Monday, January 23, 2012

Keeping up Appearances

"'Seems,' madam? Nay, it is. I know not 'seems.'"
"Do you believe his 'tenders,' as you call them?"
"Ay, 'fashion,' you may call it."


When I imagine Hamlet in real life--because I usually visualize what I'm reading in my head--I see a lot of people faking things. It seems to me that pretty much everything has a double meaning, which, yes, makes things a bit more interesting, but also makes it much more complicated for my simple brain to understand.
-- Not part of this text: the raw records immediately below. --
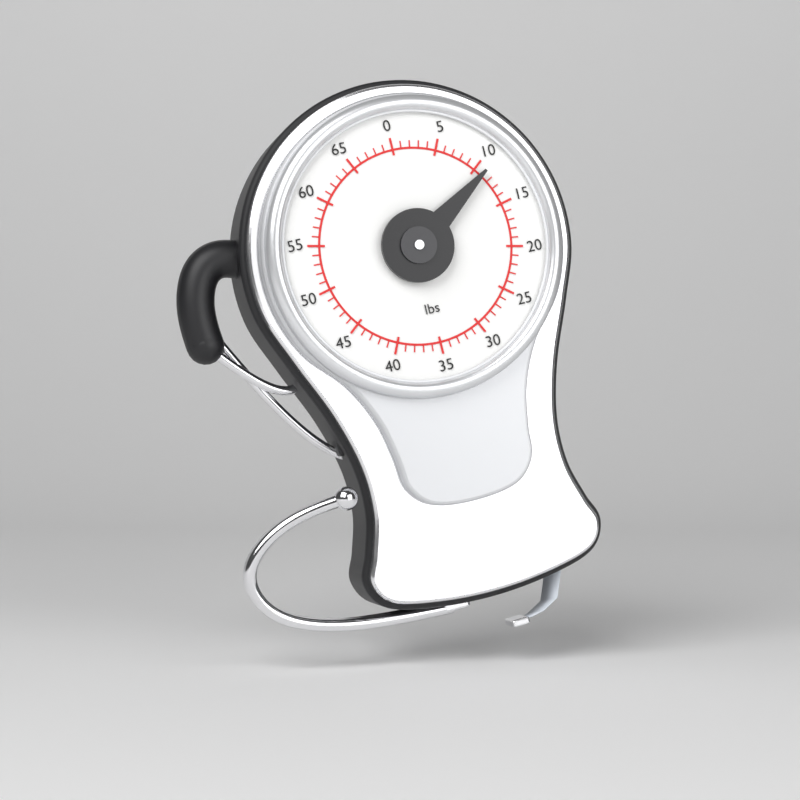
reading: 11 lbs
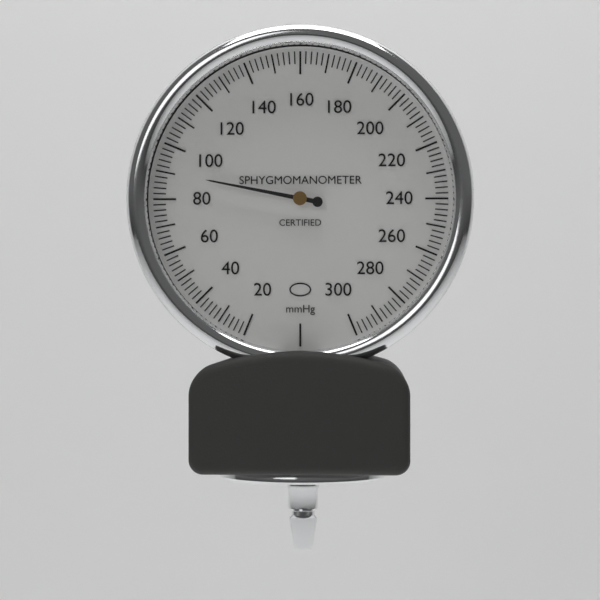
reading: 90 mmHg
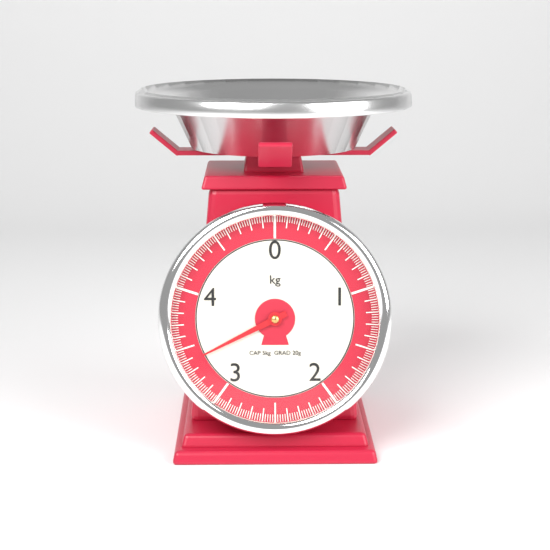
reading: 3.38 kg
Sure, I love that most of Shakespeare's words could be interpreted in two or three or even four different ways, but I don't like that Hamlet could be acting crazily either because he is madly in love with Ophelia and needs her love, or because he just saw his father's ghost, or because he's still mourning for his father's death. Or all three.
Maybe I actually love the complicated-ness.
But it does make my head hurt, regardless. It's kind of like deciphering my grandmother's words of wisdom: whenever she feels the need to impart some of her wise advice to me, she speaks in Korean proverbs only.

What struck me so much about all of these double meanings is the sense of a type of betrayal. It seems ironic in the sense that I've always found lying and having different facades to be a type of betrayal, not only to oneself, but to the people around the dishonest person. And although the characters all speak of some kind of duty to one person or another, all have different faces they do not wish to reveal. Pretty much all the characters are lying. Tsk, tsk. Undutiful.
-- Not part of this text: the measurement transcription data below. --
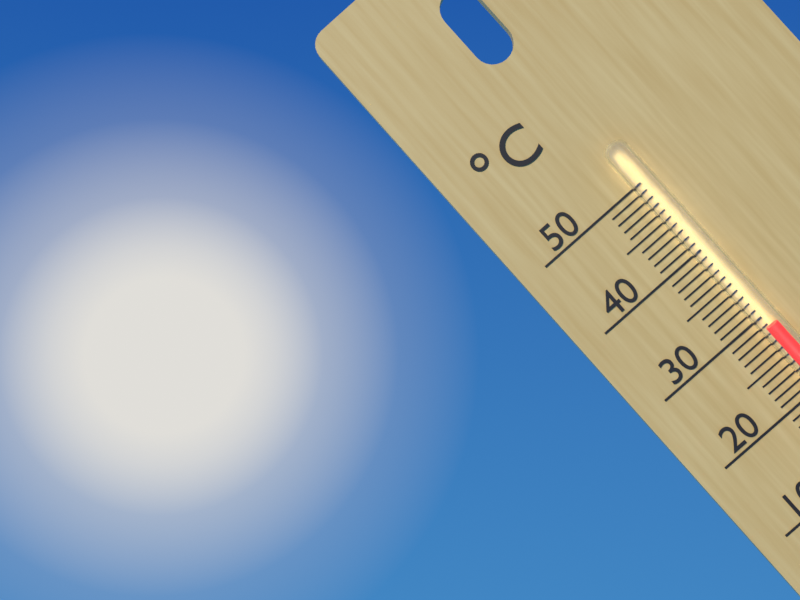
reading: 29 °C
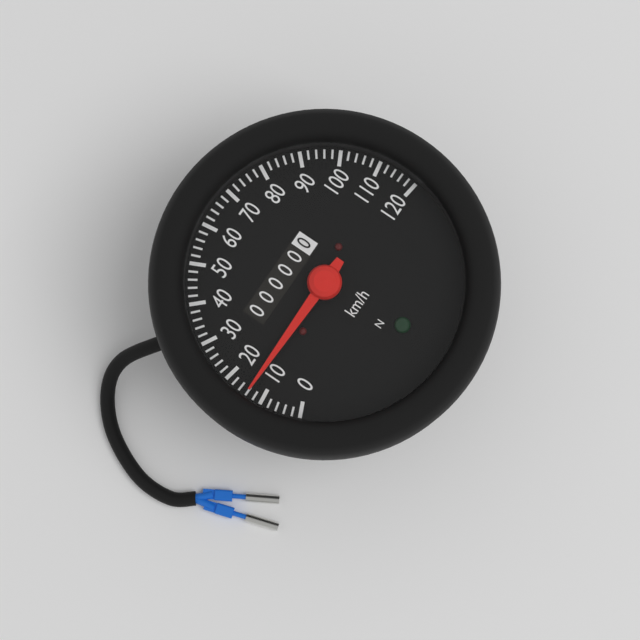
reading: 14 km/h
The women in the play strike me the most as deceitful backstabbers. Gertrude, for her to have married Claudius so quickly after her late husband's death, must have had a relationship going on with her brother-in-law before King Hamlet's death. Although her betrayal may have been more understandable if she had been mistreated as Queen Hamlet, but as Hamlet describes, his father would have blocked the wind so that it wouldn't hit her face too harshly. That's definitely a deep love. It is obvious from Hamlet's disgust and utter flabbergastedness that he too cannot understand his mother. Though I'm not sure whether or not he knew about the affair (if there was one in the first place), but I think that if he had, he would have been a bit less surprised and angry at his mother's actions. Ophelia too surprises me. Although she doesn't seem as two-faced as Gertrude, her almost-hidden relationship with Hamlet seems quite naughty for a woman in her days.
The line "Frailty, thy name is woman," seems to be Shakespeare's way of mocking society, as the women in this play are not exactly "frail"; they both have their secrets and deceitful lies.


I have a feeling that Hamlet will be betrayed by somebody, though I have absolutely no evidence for that statement; it's just a gut feeling. With all of these double appearances and lies circling the country of Denmark, something truly is rotten in the state of Denmark.